Diabetes -- the silent killer
AIDS, says a leading expert on the disease in the Caribbean nations.
Dr. Errol Morrison, currently on the Island as guest speaker at tonight's annual general meeting of the Bermuda Diabetes Association, says the disease has become the leading cause of suffering and death in the Caribbean.
The problem is that many of those diagnosed as being diabetic are capable of controlling the disease and affecting their own quality of life through better nutritional guidelines and exercise, but don't realise that fact.
"The diabetic who knows more lives more,'' Dr. Morrison says, suggesting that diabetics can enjoy a greater quality of life and live longer by taking control of the disease rather than allowing it to control them.
"It's a serious, silent condition,'' says Mrs. Barbara Willis, president of the Bermuda Diabetes Association. "Many people have it and are not even aware that they do.'' It's with that thought in mind that the association offers regular free blood sugar screenings to Bermuda residents, one of which will be tonight at 7 p.m., before the annual meeting starts at the Anglican Cathedral Hall on Church Street. For every diabetic who has been diagnosed with the disease, there is likely at least one other case which is not known about, Mrs. Willis says.
Although there are not any hard data statistics to give a true measure of the prevalence of diabetes in Bermuda, Mrs. Willis says figures from other small nations would suggest it to be likely that as many as one in 10 Bermudians are afflicted in some way by the disease.
"We would like to do an epidemiology study of the entire Island,'' she says, but so far the only indication that diabetes is a serious problem in Bermuda is the 700 members who comprise the association. And that is likely only scratching the surface.
Figures in the Caribbean run as high as 10 to 15 percent, compared with only a two to five percent rate among larger industrialised nations such as Canada and the US. After age 65, one in every five people can expect to become diabetic in Dr. Morrison's native Jamaica, he says.
One of the focal points of Dr. Morrison's talk this evening will be how people can control the disease.
"It's a disease that really brings the population into a better quality of life,'' he says.
While diabetes is often hereditary, Dr. Morrison says findings in the Caribbean show a pattern of very little incidence of the so-called Type I diabetes where the body is incapable of producing insulin. More common are the Type II, or "adult onset'' strain of the disease, and the more recent Type III, both of which are more closely linked to abnormalities in nutrition, which can mean being either overweight or underweight. The Caribbean environment with its sugar belt seems to be another significant factor in the development of the disease.
What makes diabetes so deadly, he says, is how it contributes to and often enhances other ailments such as high blood pressure.
"Over the last 10 years, that combination has caused more deaths than all the world wars combined,'' Dr. Morrison says.
Diabetes is also the leading cause of blindness outside of people who are born without vision, and people with the disease are four times more likely to suffer a heart attack, statistics show.
STRAIGHT TALK -- Dr. Errol Morrison, president of the Diabetic Association of Jamaica, will be the guest speaker at tonight's annual general meeting of the Bermuda Diabetes Association. With Dr. Morrison is Mrs. Barbara Willis, president of the Bermuda Diabetes Association.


**Task statement**: The lines to repeat are those below from the one containing "You are a GUI" down to the one containing "Image resolution: width=1092", both included; reproduce them exactly and nothing else.

**Supplied information**:
>>>>>
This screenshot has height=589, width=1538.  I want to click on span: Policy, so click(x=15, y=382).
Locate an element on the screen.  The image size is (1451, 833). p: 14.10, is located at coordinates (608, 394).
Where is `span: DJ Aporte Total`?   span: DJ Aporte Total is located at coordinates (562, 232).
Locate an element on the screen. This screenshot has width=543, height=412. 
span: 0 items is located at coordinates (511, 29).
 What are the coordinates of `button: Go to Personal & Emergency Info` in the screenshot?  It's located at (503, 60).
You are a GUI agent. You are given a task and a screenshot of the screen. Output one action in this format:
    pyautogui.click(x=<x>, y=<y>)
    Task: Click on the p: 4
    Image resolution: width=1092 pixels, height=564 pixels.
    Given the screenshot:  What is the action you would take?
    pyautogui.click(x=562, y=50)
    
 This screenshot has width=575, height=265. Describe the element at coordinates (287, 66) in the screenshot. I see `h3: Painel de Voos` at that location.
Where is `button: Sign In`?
<<<<<
>>>>>
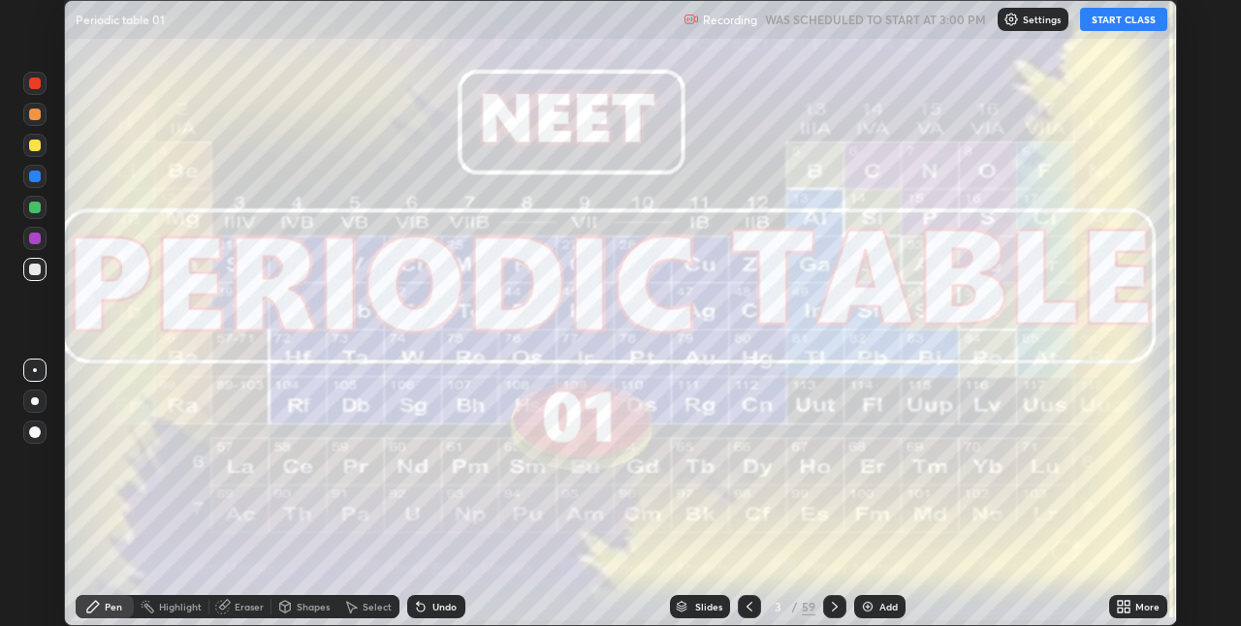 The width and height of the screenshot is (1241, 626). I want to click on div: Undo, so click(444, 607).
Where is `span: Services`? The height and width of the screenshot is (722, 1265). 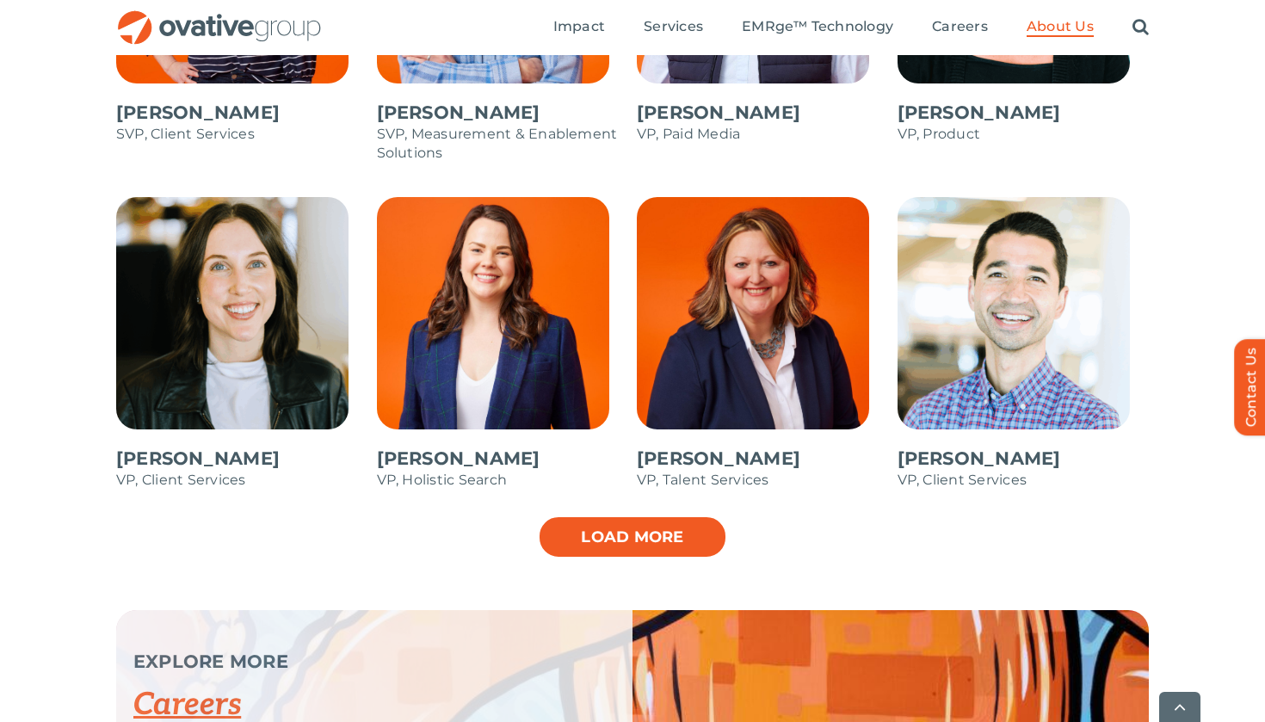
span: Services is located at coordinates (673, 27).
<<<<<
**Finished exercise**:
You are a GUI agent. You are given a task and a screenshot of the screen. Output one action in this format:
    pyautogui.click(x=<x>, y=<y>)
    Task: Click on the p: 4
    Image resolution: width=1092 pixels, height=564 pixels.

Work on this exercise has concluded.